When you’ve been through ten years of immeasurable pain and suffering from multiple cellular schwannomas (tumors) on your spine and abdomen; when you’ve had surgery to realign your legs so that you can learn to walk again; and when you’ve met the goals of physical therapy and occupational therapy and are back in school again—wouldn’t you just want to relax during the summer?
Maybe hang with your friends and play some video games, like a regular 16 year-old.
Not if you’re Roderick Ball, Jr.
When you have a condition so rare and undergo surgery so daring that Johns Hopkins Hospital in Baltimore makes a YouTube video about you—you’re going to keep moving forward. Especially if you have the full support of your parents, a one-of-a-kind program like Beyond Therapy® at Shepherd Center and financial assistance from Andee’s Army, a non-profit organization inspired by Andee Poulos, another remarkable young patient recovering from brain injury.
In June, Ball began Beyond Therapy, an intense activity-based therapy program designed by Shepherd Center to help people with neurological disorders, including spinal cord and brain injuries, improve their lifelong health. He’s exercising and pushing beyond his limits for three hours, three times a week—and smiling.
“When you take a kid at seven, eight, nine years old who is very athletic and you turn his life inside out with medical problems, it not only hurts physically. It kills the psyche mentally and emotionally,” said Roderick Ball, Sr. “What I hope this program will do is to help him realize the potential his body has. We expect it to increase his overall functionality, strength and wellness.”
He’s watching his son bond with his exercise therapists and other clients. He’s hearing about the possibility of playing sports again on one of Shepherd’s teams someday. “He’s seeing people in wheel chairs and crutches, people with more limitations and some with less and realizing he’s not isolated,” said Ball, Sr.
Shepherd Center designed Beyond Therapy as a blend of physical therapy and exercise physiology eight years ago for patients who had reached their physical therapy goals after an injury or disability, but wanted to do more. They started with four clients and within seven months had 11 and a waiting list of 30. Today they maintain a census of about 50 people, who come from all over the world.
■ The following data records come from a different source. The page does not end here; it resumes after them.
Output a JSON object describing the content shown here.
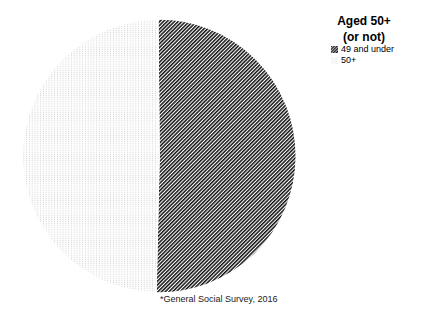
{
  "title": {
    "line1": "Aged 50+",
    "line2": "(or not)"
  },
  "legend": {
    "items": [
      {
        "label": "49 and under",
        "pattern": "diagonal-hatch"
      },
      {
        "label": "50+",
        "pattern": "light-dots"
      }
    ]
  },
  "footnote": "*General Social Survey, 2016",
  "colors": {
    "hatch_ink": "#111111",
    "dot_ink": "#d2d2d2",
    "background": "#ffffff"
  },
  "chart_data": {
    "type": "pie",
    "title": "Aged 50+ (or not)",
    "labels": [
      "49 and under",
      "50+"
    ],
    "values": [
      50.5,
      49.5
    ],
    "patterns": [
      "diagonal-hatch",
      "light-dots"
    ],
    "start_angle_deg": -0.5,
    "direction": "clockwise",
    "legend_position": "top-right",
    "footnote": "*General Social Survey, 2016"
  }
}
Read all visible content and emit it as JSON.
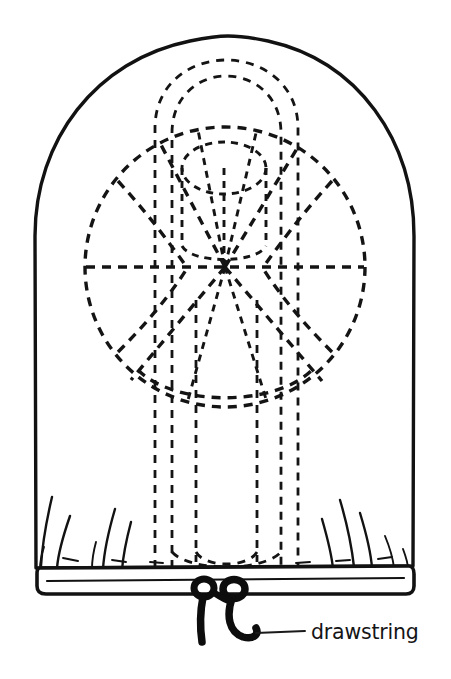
{
  "figure": {
    "background_color": "#ffffff",
    "ink_color": "#121212",
    "width": 451,
    "height": 679
  },
  "callouts": [
    {
      "id": "drawstring",
      "label": "drawstring",
      "label_x": 311,
      "label_y": 639,
      "leader_from_x": 256,
      "leader_from_y": 633,
      "leader_to_x": 305,
      "leader_to_y": 631
    }
  ],
  "parts": {
    "bag_outline_name": "bag-outline",
    "casing_name": "bottom-casing-band",
    "hidden_circle_name": "hidden-wheel-circle",
    "hidden_hub_name": "hidden-hub-cylinder",
    "hidden_handle_name": "hidden-inner-tube",
    "cord_name": "drawstring-cord",
    "gathers_name": "fabric-gathers"
  },
  "geometry": {
    "bag": {
      "left": 35,
      "right": 414,
      "top": 36,
      "bottom": 578,
      "crown_radius": 150
    },
    "casing": {
      "left": 38,
      "right": 410,
      "top": 566,
      "bottom": 594
    },
    "wheel_circle": {
      "cx": 225,
      "cy": 267,
      "r": 140
    },
    "hub": {
      "cx": 224,
      "cy": 168,
      "rx": 42,
      "ry": 26
    },
    "tube": {
      "outer_left": 155,
      "outer_right": 298,
      "inner_left": 172,
      "inner_right": 281,
      "top": 60,
      "bottom": 570
    },
    "cord_knot": {
      "left_x": 203,
      "right_x": 233,
      "y": 590
    }
  }
}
Therapy is a part of the rehabilitation process of many illnesses and disabilities, but when clients plateau, insurers won’t pay for therapy anymore, said Rebecca Washburn, MS, wellness manager at Shepherd Center.
“Beyond Therapy, which is unique to our facility, is a holistic approach to promoting lifelong wellness by working on what a client needs and wants in order to be more competent and independent,” she said. “The treatment is individually customized to meet the needs and goals of each participant.”
With trained staff, clients exercise and undergo interventions with state-of-the-art technology, (like Lokomat, a Robotic assisted treadmill trainer or neuromuscular electrical stimulation) to strengthen their core and weaker muscles. Beyond Therapy uses the concepts from athletic training and neuroplasticity, which is the belief that the spinal cord can adjust itself functionally by reorganizing neural maps and allowing some recovery of lost abilities.
“It’s 50 to 70 percent more intense than regular therapy and costs $100 an hour,” said Washburn. Clients workout nine hours a week for 12 weeks, and may continue longer if they are making progress. “We can be more comprehensive in strengthening and conditioning because we have more time with our clients, and all our interventions are evidence-based,” said Washburn.